Make a Mercator Projection has students make a close approximation of the most common projection in use today. In the Wake of Lewis and Clark has students trace the route of this expedition and plan a trip that follows a part of this route.


Glossary

None.


Answers to questions

Make a Mercator Projection
Procedure 14 The outlining of continents need be only as detailed as required to use the map for plotting a few routes. Columbus' route should go from south-western Spain to San Salvador in the Caribbean; that is, from latitude 37°N, longitude 7° W, to latitude 24° N, longitude 74°30'. From your hometown, plot a route to any point on the western coast of Africa. From Kuwait, plot an ocean route to Tokyo. You cannot plot polar explorations because polar areas are not shown on this projection.
Extension 1 To compare properties of projections, collect several maps and look on each for the name of the projection, usually in the lower right or left corner. Different publishers may prefer different projections.

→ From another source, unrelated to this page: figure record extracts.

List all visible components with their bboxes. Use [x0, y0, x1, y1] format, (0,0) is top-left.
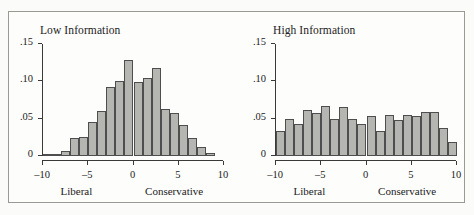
figure-frame: Low Information 0.05.10.15 –10–50510 Lib… — [8, 11, 465, 203]
x-tick — [366, 161, 367, 165]
x-tick-label: –5 — [82, 169, 93, 180]
y-tick: 0 — [38, 155, 42, 156]
x-tick — [411, 161, 412, 165]
histogram-bar — [312, 113, 321, 156]
histogram-bar — [188, 138, 197, 156]
x-tick — [320, 161, 321, 165]
histogram-bar — [161, 109, 170, 156]
y-tick-label: .05 — [253, 111, 266, 122]
x-tick-label: 10 — [218, 169, 229, 180]
pole-label: Conservative — [145, 185, 203, 197]
histogram-bar — [170, 113, 179, 156]
histogram-bar — [376, 131, 385, 156]
y-tick: .10 — [271, 80, 275, 81]
panel-title-high-information: High Information — [273, 24, 355, 36]
x-tick-label: 10 — [451, 169, 462, 180]
bars-high-information — [276, 44, 457, 156]
histogram-bar — [394, 120, 403, 156]
y-tick-label: .10 — [20, 73, 33, 84]
histogram-bar — [448, 142, 457, 156]
histogram-bar — [285, 119, 294, 156]
x-tick — [456, 161, 457, 165]
x-tick — [178, 161, 179, 165]
histogram-bar — [206, 153, 215, 156]
bars-low-information — [43, 44, 224, 156]
histogram-bar — [303, 110, 312, 156]
x-tick-label: –10 — [34, 169, 50, 180]
x-tick — [223, 161, 224, 165]
histogram-bar — [106, 87, 115, 156]
x-tick-label: 0 — [363, 169, 368, 180]
histogram-bar — [430, 112, 439, 156]
histogram-bar — [152, 68, 161, 156]
x-tick-label: 0 — [130, 169, 135, 180]
x-tick — [133, 161, 134, 165]
histogram-bar — [321, 106, 330, 156]
x-tick — [87, 161, 88, 165]
y-tick-label: .05 — [20, 111, 33, 122]
pole-label: Liberal — [60, 185, 92, 197]
x-tick-label: –5 — [315, 169, 326, 180]
histogram-bar — [134, 82, 143, 156]
y-tick: .05 — [271, 118, 275, 119]
panel-title-low-information: Low Information — [40, 24, 120, 36]
panel-low-information: Low Information 0.05.10.15 –10–50510 Lib… — [9, 12, 237, 202]
y-tick: .10 — [38, 80, 42, 81]
histogram-bar — [276, 131, 285, 156]
histogram-bar — [52, 154, 61, 156]
histogram-bar — [115, 81, 124, 156]
histogram-bar — [79, 137, 88, 156]
histogram-bar — [348, 119, 357, 156]
plot-area-high-information: 0.05.10.15 –10–50510 LiberalConservative — [275, 44, 456, 156]
histogram-bar — [143, 78, 152, 156]
pole-label: Conservative — [378, 185, 436, 197]
y-tick-label: .10 — [253, 73, 266, 84]
y-tick: 0 — [271, 155, 275, 156]
plot-area-low-information: 0.05.10.15 –10–50510 LiberalConservative — [42, 44, 223, 156]
y-tick-label: .15 — [253, 36, 266, 47]
histogram-bar — [439, 128, 448, 156]
x-tick — [42, 161, 43, 165]
histogram-bar — [294, 124, 303, 156]
y-tick: .15 — [271, 43, 275, 44]
histogram-bar — [124, 60, 133, 156]
x-tick — [275, 161, 276, 165]
x-tick-label: –10 — [267, 169, 283, 180]
histogram-bar — [357, 124, 366, 156]
histogram-bar — [61, 151, 70, 156]
y-tick-label: 0 — [261, 148, 266, 159]
histogram-bar — [421, 112, 430, 156]
histogram-bar — [179, 125, 188, 156]
pole-label: Liberal — [293, 185, 325, 197]
histogram-bar — [412, 116, 421, 156]
histogram-bar — [70, 138, 79, 156]
histogram-bar — [339, 107, 348, 156]
histogram-bar — [88, 122, 97, 156]
histogram-bar — [385, 115, 394, 156]
y-tick: .15 — [38, 43, 42, 44]
histogram-bar — [197, 147, 206, 156]
x-tick-label: 5 — [175, 169, 180, 180]
x-tick-label: 5 — [408, 169, 413, 180]
y-tick-label: 0 — [28, 148, 33, 159]
figure: Low Information 0.05.10.15 –10–50510 Lib… — [0, 0, 474, 215]
histogram-bar — [367, 116, 376, 156]
panel-high-information: High Information 0.05.10.15 –10–50510 Li… — [237, 12, 466, 202]
y-tick-label: .15 — [20, 36, 33, 47]
histogram-bar — [43, 154, 52, 156]
y-tick: .05 — [38, 118, 42, 119]
histogram-bar — [97, 111, 106, 156]
histogram-bar — [330, 119, 339, 156]
histogram-bar — [403, 115, 412, 156]
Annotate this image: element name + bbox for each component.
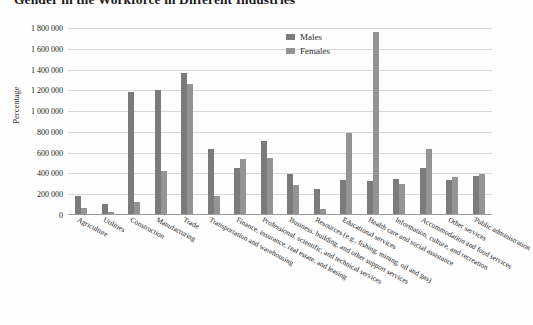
legend-item-males: Males [286,31,330,43]
legend-item-females: Females [286,45,330,57]
bar-group [413,28,440,215]
bar-females [187,84,193,215]
plot-area: 1 800 0001 600 0001 400 0001 200 0001 00… [68,28,492,215]
bar-group [360,28,387,215]
bar-group [148,28,175,215]
y-axis-tick-label: 1 000 000 [31,107,63,116]
bar-group [201,28,228,215]
y-axis-tick-label: 800 000 [37,127,63,136]
y-axis-tick-label: 600 000 [37,148,63,157]
bar-group [439,28,466,215]
legend: Males Females [286,31,330,59]
legend-swatch-icon-males [286,34,295,40]
bar-females [293,185,299,215]
y-axis-tick-label: 200 000 [37,190,63,199]
x-axis-labels: AgricultureUtilitiesConstructionManufact… [68,215,492,325]
bar-females [479,174,485,215]
bar-group [227,28,254,215]
bar-group [174,28,201,215]
bar-females [399,184,405,215]
bar-females [267,158,273,215]
bar-group [254,28,281,215]
bar-females [161,171,167,215]
bar-group [333,28,360,215]
bar-males [128,92,134,215]
legend-swatch-icon-females [286,48,295,54]
bar-group [386,28,413,215]
y-axis-title: Percentage [11,65,21,145]
bar-females [134,202,140,216]
y-axis-tick-label: 1 400 000 [31,65,63,74]
bar-females [240,159,246,215]
bar-group [68,28,95,215]
bar-females [373,32,379,215]
bar-females [214,196,220,215]
bar-females [426,149,432,215]
bar-group [95,28,122,215]
bar-groups [68,28,492,215]
legend-label-females: Females [300,45,330,57]
bar-females [346,133,352,215]
y-axis-tick-label: 1 600 000 [31,44,63,53]
bar-group [466,28,493,215]
y-axis-tick-label: 1 800 000 [31,24,63,33]
bar-females [452,177,458,215]
y-axis-tick-label: 1 200 000 [31,86,63,95]
legend-label-males: Males [300,31,322,43]
bar-group [121,28,148,215]
y-axis-tick-label: 400 000 [37,169,63,178]
chart-title: Gender in the Workforce in Different Ind… [14,0,494,8]
y-axis-tick-label: 0 [59,211,63,220]
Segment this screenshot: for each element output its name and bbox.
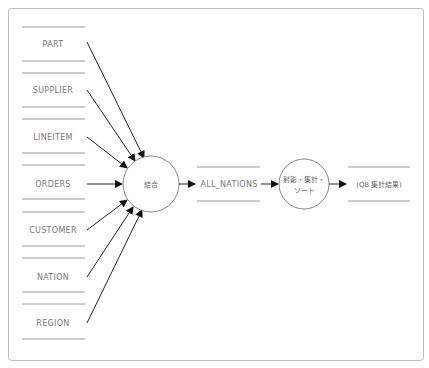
process-projection-aggregate-sort: 射影・集計・ ソート [279,159,329,209]
process-final-label-line1: 射影・集計・ [283,175,325,184]
source-label-customer: CUSTOMER [29,226,77,235]
process-join: 結合 [123,156,179,212]
store-all-nations-label: ALL_NATIONS [200,180,257,189]
process-final-label-line2: ソート [294,187,315,195]
source-label-orders: ORDERS [35,180,71,189]
arrow-region [87,210,142,323]
arrow-lineitem [87,137,127,168]
store-q8-result: (Q8 集計結果) [348,167,410,201]
source-label-region: REGION [36,319,69,328]
source-label-nation: NATION [37,273,69,282]
process-join-label: 結合 [144,180,158,189]
source-label-part: PART [43,40,64,49]
process-final-circle [279,159,329,209]
data-flow-diagram: PART SUPPLIER LINEITEM ORDERS CUSTOMER N… [0,0,429,368]
source-label-lineitem: LINEITEM [33,133,72,142]
store-q8-result-label: (Q8 集計結果) [356,180,402,189]
arrow-part [87,42,144,158]
source-label-supplier: SUPPLIER [33,86,74,95]
store-all-nations: ALL_NATIONS [197,167,260,201]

In Wake of Lewis and Clark
Procedure 3 To estimate how far students might be able to travel in a week, they must decide on a type of boat, estimate its speed and the number of hours a day they will travel. Obstacles include dams, other structures, and river traffic. Supplies can be purchased en route or cached ahead of time. Have students compare their lists of supplies with the list from Lewis and Clark's journal.

Responsibilities in the group might include leading, navigating, handing food, handling finances, keeping written records, taking photographs, conducting scientific investigations, etc. Costs might be paid by travelers themselves and their families or by a sponsoring organization that might want to dictate part of the purpose of the trip. Students might accomplish a variety of goals: documenting conditions along the route, following the route and schedule of the original explores as closely as possible, checking the explorers' celestial observations using today's tools, etc.